Michèle Anne De Mey
The house was always filled with music. Thierry and Michèle-Anne’s father worked as a representative for a record company.
Michèle Anne caught the dance bug while taking part in the festive activities put on in the school’s parish: singing in choirs, folk dancing, majorettes, etc.
These kind of activities call for huge enthusiasm and generosity: they teach amateur performers how to share and put others first when, thoroughly absorbed, they instinctively take pleasure in pleasing their indulgent spectators.
Michèle Anne’s parents, of modest means, did what they could for their talented daughter by enrolling her in an inexpensive dance class, run by Annie Flore, where she learned the basics of ballet, modern dance and tap. It was here, at the age of thirteen, that she became lifelong friends with Anne Teresa de Keersmaeker, who was also her classmate at the Lilian Lambert School and with whom she was to share, two years later, the experience of studying at the Mudra dance school, which her brother, Thierry, had attended three years earlier.
Keen to break down barriers, Maurice Béjart had decided to turn his young dancers into well-rounded artists: dancers, actors, singers, etc. This gave rise to the new contemporary idea of the performer who can do everything, including create.
Fernand Schirren, rhythm professor, and Alfons Goris, professor of dramatic acting, were the tutors who oversaw this training. Michèle-Anne De Mey and Anne Teresa de Keersmaeker appeared in their first show together at this school: La Lettre, which was followed by many other collaborations, choreographed by the latter (Fase, Rosas, etc.) or the former (Ballatan, Face à face, etc.).
Both of them feel they complement each other: Anne Teresa is more interested in the structure of the musical composition, Michèle-Anne in the drama and the story, the former is more headstrong, the latter more contemplative.
The two women, one Flemish, one French-speaking, dreamed of a unique utopia, a shared theatre company governed by a principle of alternation.
These two communities caused them to part ways.
Then came the offer from the Théâtre Varia: the triumvir Sireuil/Dezoteux/Delval invited her to sit alongside them on the artistic board and develop her productions there for four years, with a research and rehearsal space, the Studio Saint-Josse. This led to the ambivalent essay in joint management at Charleroi Danses: five years of successful and interesting experiments, followed by six nightmare years of misery, which she prefers not to discuss.
A new life began in 2011 with a studio which aimed to combine dance (Michèle Anne), theatre (Transquinquennal) and film (Jaco Van Dormael). Daniel Cordova gave them carte blanche at Manège.mons: the result of this was first Kiss and Cry, then Cold Blood (2015) and the forthcoming Amor, but the main outcome was the formation of an interdisciplinary collective alternating periods when “everyone gets involved in everything”—including scenographers, video makers and lighting designers—with periods when everyone refocuses on their own speciality. Everyone again works together on the whole production when it comes to the home straight.
The general consensus is that this process has resulted in the invention of a new language. This includes “nano-dance”—the live, magnified projection of the tiny movements of certain parts of the body, like the fingers—and involves, in particular, an innovative, intensely complementary interaction between film techniques and the presence of the live performer on stage.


Once you reach the line with "Extract the structured", copy it and every line after it exactly, up to the end of the data. Omit the pictures.

Start of Records for the task

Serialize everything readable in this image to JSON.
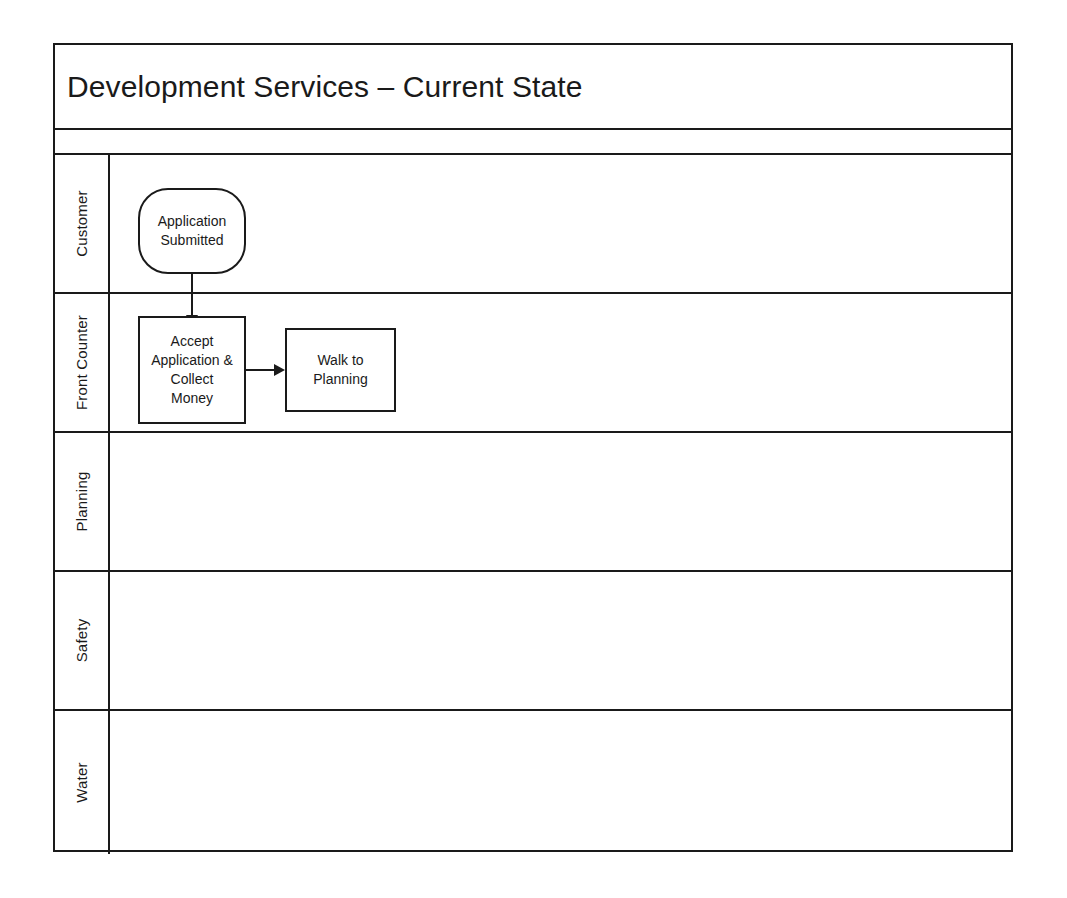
{
  "diagram": {
    "title": "Development Services – Current State",
    "type": "swimlane-flowchart",
    "accent_color": "#1a1a1a",
    "background_color": "#ffffff",
    "lanes": [
      {
        "label": "Customer",
        "shapes": [
          {
            "name": "application-submitted",
            "shape": "terminator",
            "text": "Application\nSubmitted",
            "line1": "Application",
            "line2": "Submitted"
          }
        ]
      },
      {
        "label": "Front Counter",
        "shapes": [
          {
            "name": "accept-application-collect-money",
            "shape": "process",
            "text": "Accept\nApplication &\nCollect\nMoney",
            "line1": "Accept",
            "line2": "Application &",
            "line3": "Collect",
            "line4": "Money"
          },
          {
            "name": "walk-to-planning",
            "shape": "process",
            "text": "Walk to\nPlanning",
            "line1": "Walk to",
            "line2": "Planning"
          }
        ]
      },
      {
        "label": "Planning",
        "shapes": []
      },
      {
        "label": "Safety",
        "shapes": []
      },
      {
        "label": "Water",
        "shapes": []
      }
    ],
    "connectors": [
      {
        "name": "submitted-to-accept",
        "from": "application-submitted",
        "to": "accept-application-collect-money",
        "direction": "down"
      },
      {
        "name": "accept-to-walk",
        "from": "accept-application-collect-money",
        "to": "walk-to-planning",
        "direction": "right"
      }
    ]
  }
}
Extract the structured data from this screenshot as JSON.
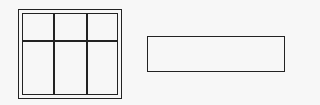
{
  "diagram": {
    "shapes": [
      {
        "type": "framed-grid",
        "label": "",
        "columns": 3,
        "rows": 2
      },
      {
        "type": "rectangle",
        "label": ""
      }
    ],
    "colors": {
      "stroke": "#222222",
      "background": "#f7f7f7"
    }
  }
}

End of Records for the task

* Reply to the exercise:
Extract the structured data from this screenshot as JSON.
{
  "diagram": {
    "shapes": [
      {
        "type": "framed-grid",
        "label": "",
        "columns": 3,
        "rows": 2
      },
      {
        "type": "rectangle",
        "label": ""
      }
    ],
    "colors": {
      "stroke": "#222222",
      "background": "#f7f7f7"
    }
  }
}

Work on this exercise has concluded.